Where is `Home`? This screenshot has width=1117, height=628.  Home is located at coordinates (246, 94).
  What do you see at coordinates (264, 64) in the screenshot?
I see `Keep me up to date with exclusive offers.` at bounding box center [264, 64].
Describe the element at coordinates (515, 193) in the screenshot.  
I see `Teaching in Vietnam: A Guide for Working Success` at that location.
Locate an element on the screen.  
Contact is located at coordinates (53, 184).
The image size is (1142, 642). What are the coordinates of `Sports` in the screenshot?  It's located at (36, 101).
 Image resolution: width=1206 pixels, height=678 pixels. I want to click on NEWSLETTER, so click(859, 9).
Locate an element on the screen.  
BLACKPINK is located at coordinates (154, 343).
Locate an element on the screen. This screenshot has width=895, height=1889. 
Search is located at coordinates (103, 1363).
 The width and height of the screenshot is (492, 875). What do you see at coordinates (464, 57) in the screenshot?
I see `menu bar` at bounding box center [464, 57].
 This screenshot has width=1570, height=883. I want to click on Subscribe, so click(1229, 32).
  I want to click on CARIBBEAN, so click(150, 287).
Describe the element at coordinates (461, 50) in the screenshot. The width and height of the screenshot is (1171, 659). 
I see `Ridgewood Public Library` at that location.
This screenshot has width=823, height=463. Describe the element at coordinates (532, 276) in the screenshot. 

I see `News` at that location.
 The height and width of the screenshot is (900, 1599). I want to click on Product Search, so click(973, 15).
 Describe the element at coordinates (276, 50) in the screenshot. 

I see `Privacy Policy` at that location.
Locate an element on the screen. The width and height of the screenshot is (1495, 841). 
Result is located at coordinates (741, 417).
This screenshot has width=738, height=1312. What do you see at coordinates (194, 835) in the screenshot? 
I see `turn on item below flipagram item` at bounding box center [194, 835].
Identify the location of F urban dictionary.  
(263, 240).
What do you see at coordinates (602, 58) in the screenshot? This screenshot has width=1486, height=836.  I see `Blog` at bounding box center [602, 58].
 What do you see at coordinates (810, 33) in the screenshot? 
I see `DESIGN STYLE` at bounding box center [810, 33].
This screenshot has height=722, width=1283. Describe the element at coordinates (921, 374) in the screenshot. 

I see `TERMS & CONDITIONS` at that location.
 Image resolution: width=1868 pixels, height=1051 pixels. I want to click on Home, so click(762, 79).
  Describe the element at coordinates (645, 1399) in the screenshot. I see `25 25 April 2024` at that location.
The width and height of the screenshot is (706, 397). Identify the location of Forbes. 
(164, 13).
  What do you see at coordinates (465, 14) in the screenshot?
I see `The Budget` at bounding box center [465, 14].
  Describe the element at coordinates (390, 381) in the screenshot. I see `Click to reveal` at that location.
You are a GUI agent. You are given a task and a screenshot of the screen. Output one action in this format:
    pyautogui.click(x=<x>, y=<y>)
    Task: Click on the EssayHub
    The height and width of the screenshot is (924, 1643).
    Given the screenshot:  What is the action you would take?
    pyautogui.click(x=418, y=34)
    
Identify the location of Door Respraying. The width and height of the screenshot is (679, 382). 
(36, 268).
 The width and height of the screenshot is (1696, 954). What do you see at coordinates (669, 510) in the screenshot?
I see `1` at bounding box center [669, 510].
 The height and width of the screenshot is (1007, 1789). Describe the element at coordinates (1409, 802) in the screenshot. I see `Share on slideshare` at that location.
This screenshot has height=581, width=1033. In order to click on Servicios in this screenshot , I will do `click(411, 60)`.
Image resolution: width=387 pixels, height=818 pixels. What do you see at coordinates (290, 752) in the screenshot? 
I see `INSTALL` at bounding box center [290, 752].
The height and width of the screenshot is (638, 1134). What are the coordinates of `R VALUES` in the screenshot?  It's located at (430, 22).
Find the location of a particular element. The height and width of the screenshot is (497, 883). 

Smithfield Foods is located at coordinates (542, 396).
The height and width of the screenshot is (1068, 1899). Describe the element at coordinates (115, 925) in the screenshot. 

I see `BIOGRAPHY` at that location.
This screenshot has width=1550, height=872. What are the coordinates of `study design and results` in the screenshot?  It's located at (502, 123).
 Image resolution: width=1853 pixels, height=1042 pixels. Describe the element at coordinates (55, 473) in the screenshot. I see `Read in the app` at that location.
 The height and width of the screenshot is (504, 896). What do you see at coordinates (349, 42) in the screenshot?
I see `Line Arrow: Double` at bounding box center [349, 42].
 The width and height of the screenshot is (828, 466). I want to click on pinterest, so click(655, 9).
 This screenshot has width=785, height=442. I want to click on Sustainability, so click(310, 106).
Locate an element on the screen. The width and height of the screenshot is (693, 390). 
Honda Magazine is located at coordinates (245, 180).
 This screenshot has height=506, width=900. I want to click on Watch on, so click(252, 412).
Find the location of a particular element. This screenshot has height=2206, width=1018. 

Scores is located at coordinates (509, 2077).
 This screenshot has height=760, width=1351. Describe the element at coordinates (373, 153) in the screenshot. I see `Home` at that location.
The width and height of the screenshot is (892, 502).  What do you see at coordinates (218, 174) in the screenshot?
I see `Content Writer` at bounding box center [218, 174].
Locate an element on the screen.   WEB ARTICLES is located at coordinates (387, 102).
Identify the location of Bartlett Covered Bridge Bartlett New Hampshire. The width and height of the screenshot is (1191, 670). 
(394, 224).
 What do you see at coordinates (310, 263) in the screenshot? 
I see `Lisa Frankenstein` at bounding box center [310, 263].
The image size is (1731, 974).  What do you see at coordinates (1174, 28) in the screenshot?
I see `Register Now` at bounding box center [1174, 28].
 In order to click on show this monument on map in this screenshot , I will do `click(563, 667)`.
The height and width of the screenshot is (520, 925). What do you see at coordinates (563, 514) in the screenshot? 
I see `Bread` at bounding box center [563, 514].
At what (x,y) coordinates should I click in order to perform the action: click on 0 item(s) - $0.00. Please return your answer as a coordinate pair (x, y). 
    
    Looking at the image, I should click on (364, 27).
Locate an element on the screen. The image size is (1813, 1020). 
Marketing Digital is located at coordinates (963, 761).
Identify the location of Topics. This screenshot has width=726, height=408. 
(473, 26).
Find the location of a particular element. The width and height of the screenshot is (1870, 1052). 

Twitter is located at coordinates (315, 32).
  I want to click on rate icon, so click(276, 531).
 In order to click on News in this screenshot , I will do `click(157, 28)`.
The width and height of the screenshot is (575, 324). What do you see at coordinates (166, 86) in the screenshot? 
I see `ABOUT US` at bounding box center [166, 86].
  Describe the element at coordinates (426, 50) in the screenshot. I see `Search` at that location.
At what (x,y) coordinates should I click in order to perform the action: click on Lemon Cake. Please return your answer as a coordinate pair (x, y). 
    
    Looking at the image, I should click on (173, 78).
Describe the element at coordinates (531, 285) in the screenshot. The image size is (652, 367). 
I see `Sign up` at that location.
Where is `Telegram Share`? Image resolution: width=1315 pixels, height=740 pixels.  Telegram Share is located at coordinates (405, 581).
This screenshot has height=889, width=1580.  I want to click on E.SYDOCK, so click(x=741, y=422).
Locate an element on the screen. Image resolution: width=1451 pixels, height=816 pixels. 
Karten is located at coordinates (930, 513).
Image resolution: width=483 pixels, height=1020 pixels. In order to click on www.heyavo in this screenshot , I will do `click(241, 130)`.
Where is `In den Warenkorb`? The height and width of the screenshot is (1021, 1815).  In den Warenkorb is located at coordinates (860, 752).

=======

*About this task*: None of the records may be omitted; each is to be printed exactly.

*Response to the exercise*:
Where is `Home`? This screenshot has width=1117, height=628.  Home is located at coordinates (246, 94).
  What do you see at coordinates (264, 64) in the screenshot?
I see `Keep me up to date with exclusive offers.` at bounding box center [264, 64].
Describe the element at coordinates (515, 193) in the screenshot.  
I see `Teaching in Vietnam: A Guide for Working Success` at that location.
Locate an element on the screen.  
Contact is located at coordinates (53, 184).
The image size is (1142, 642). What are the coordinates of `Sports` in the screenshot?  It's located at (36, 101).
 Image resolution: width=1206 pixels, height=678 pixels. I want to click on NEWSLETTER, so click(859, 9).
Locate an element on the screen.  
BLACKPINK is located at coordinates (154, 343).
Locate an element on the screen. This screenshot has width=895, height=1889. 
Search is located at coordinates (103, 1363).
 The width and height of the screenshot is (492, 875). What do you see at coordinates (464, 57) in the screenshot?
I see `menu bar` at bounding box center [464, 57].
 This screenshot has width=1570, height=883. I want to click on Subscribe, so click(1229, 32).
  I want to click on CARIBBEAN, so click(150, 287).
Describe the element at coordinates (461, 50) in the screenshot. The width and height of the screenshot is (1171, 659). 
I see `Ridgewood Public Library` at that location.
This screenshot has width=823, height=463. Describe the element at coordinates (532, 276) in the screenshot. 

I see `News` at that location.
 The height and width of the screenshot is (900, 1599). I want to click on Product Search, so click(973, 15).
 Describe the element at coordinates (276, 50) in the screenshot. 

I see `Privacy Policy` at that location.
Locate an element on the screen. The width and height of the screenshot is (1495, 841). 
Result is located at coordinates (741, 417).
This screenshot has width=738, height=1312. What do you see at coordinates (194, 835) in the screenshot? 
I see `turn on item below flipagram item` at bounding box center [194, 835].
Identify the location of F urban dictionary.  
(263, 240).
What do you see at coordinates (602, 58) in the screenshot? This screenshot has width=1486, height=836.  I see `Blog` at bounding box center [602, 58].
 What do you see at coordinates (810, 33) in the screenshot? 
I see `DESIGN STYLE` at bounding box center [810, 33].
This screenshot has height=722, width=1283. Describe the element at coordinates (921, 374) in the screenshot. 

I see `TERMS & CONDITIONS` at that location.
 Image resolution: width=1868 pixels, height=1051 pixels. I want to click on Home, so click(762, 79).
  Describe the element at coordinates (645, 1399) in the screenshot. I see `25 25 April 2024` at that location.
The width and height of the screenshot is (706, 397). Identify the location of Forbes. 
(164, 13).
  What do you see at coordinates (465, 14) in the screenshot?
I see `The Budget` at bounding box center [465, 14].
  Describe the element at coordinates (390, 381) in the screenshot. I see `Click to reveal` at that location.
You are a GUI agent. You are given a task and a screenshot of the screen. Output one action in this format:
    pyautogui.click(x=<x>, y=<y>)
    Task: Click on the EssayHub
    The height and width of the screenshot is (924, 1643).
    Given the screenshot:  What is the action you would take?
    pyautogui.click(x=418, y=34)
    
Identify the location of Door Respraying. The width and height of the screenshot is (679, 382). 
(36, 268).
 The width and height of the screenshot is (1696, 954). What do you see at coordinates (669, 510) in the screenshot?
I see `1` at bounding box center [669, 510].
 The height and width of the screenshot is (1007, 1789). Describe the element at coordinates (1409, 802) in the screenshot. I see `Share on slideshare` at that location.
This screenshot has height=581, width=1033. In order to click on Servicios in this screenshot , I will do `click(411, 60)`.
Image resolution: width=387 pixels, height=818 pixels. What do you see at coordinates (290, 752) in the screenshot? 
I see `INSTALL` at bounding box center [290, 752].
The height and width of the screenshot is (638, 1134). What are the coordinates of `R VALUES` in the screenshot?  It's located at (430, 22).
Find the location of a particular element. The height and width of the screenshot is (497, 883). 

Smithfield Foods is located at coordinates (542, 396).
The height and width of the screenshot is (1068, 1899). Describe the element at coordinates (115, 925) in the screenshot. 

I see `BIOGRAPHY` at that location.
This screenshot has width=1550, height=872. What are the coordinates of `study design and results` in the screenshot?  It's located at (502, 123).
 Image resolution: width=1853 pixels, height=1042 pixels. Describe the element at coordinates (55, 473) in the screenshot. I see `Read in the app` at that location.
 The height and width of the screenshot is (504, 896). What do you see at coordinates (349, 42) in the screenshot?
I see `Line Arrow: Double` at bounding box center [349, 42].
 The width and height of the screenshot is (828, 466). I want to click on pinterest, so click(655, 9).
 This screenshot has width=785, height=442. I want to click on Sustainability, so click(310, 106).
Locate an element on the screen. The width and height of the screenshot is (693, 390). 
Honda Magazine is located at coordinates (245, 180).
 This screenshot has height=506, width=900. I want to click on Watch on, so click(252, 412).
Find the location of a particular element. This screenshot has height=2206, width=1018. 

Scores is located at coordinates (509, 2077).
 This screenshot has height=760, width=1351. Describe the element at coordinates (373, 153) in the screenshot. I see `Home` at that location.
The width and height of the screenshot is (892, 502).  What do you see at coordinates (218, 174) in the screenshot?
I see `Content Writer` at bounding box center [218, 174].
Locate an element on the screen.   WEB ARTICLES is located at coordinates (387, 102).
Identify the location of Bartlett Covered Bridge Bartlett New Hampshire. The width and height of the screenshot is (1191, 670). 
(394, 224).
 What do you see at coordinates (310, 263) in the screenshot? 
I see `Lisa Frankenstein` at bounding box center [310, 263].
The image size is (1731, 974).  What do you see at coordinates (1174, 28) in the screenshot?
I see `Register Now` at bounding box center [1174, 28].
 In order to click on show this monument on map in this screenshot , I will do `click(563, 667)`.
The height and width of the screenshot is (520, 925). What do you see at coordinates (563, 514) in the screenshot? 
I see `Bread` at bounding box center [563, 514].
At what (x,y) coordinates should I click in order to perform the action: click on 0 item(s) - $0.00. Please return your answer as a coordinate pair (x, y). 
    
    Looking at the image, I should click on (364, 27).
Locate an element on the screen. The image size is (1813, 1020). 
Marketing Digital is located at coordinates (963, 761).
Identify the location of Topics. This screenshot has width=726, height=408. 
(473, 26).
Find the location of a particular element. The width and height of the screenshot is (1870, 1052). 

Twitter is located at coordinates (315, 32).
  I want to click on rate icon, so click(276, 531).
 In order to click on News in this screenshot , I will do `click(157, 28)`.
The width and height of the screenshot is (575, 324). What do you see at coordinates (166, 86) in the screenshot? 
I see `ABOUT US` at bounding box center [166, 86].
  Describe the element at coordinates (426, 50) in the screenshot. I see `Search` at that location.
At what (x,y) coordinates should I click in order to perform the action: click on Lemon Cake. Please return your answer as a coordinate pair (x, y). 
    
    Looking at the image, I should click on (173, 78).
Describe the element at coordinates (531, 285) in the screenshot. The image size is (652, 367). 
I see `Sign up` at that location.
Where is `Telegram Share`? Image resolution: width=1315 pixels, height=740 pixels.  Telegram Share is located at coordinates (405, 581).
This screenshot has height=889, width=1580.  I want to click on E.SYDOCK, so click(x=741, y=422).
Locate an element on the screen. Image resolution: width=1451 pixels, height=816 pixels. 
Karten is located at coordinates (930, 513).
Image resolution: width=483 pixels, height=1020 pixels. In order to click on www.heyavo in this screenshot , I will do `click(241, 130)`.
Where is `In den Warenkorb`? The height and width of the screenshot is (1021, 1815).  In den Warenkorb is located at coordinates (860, 752).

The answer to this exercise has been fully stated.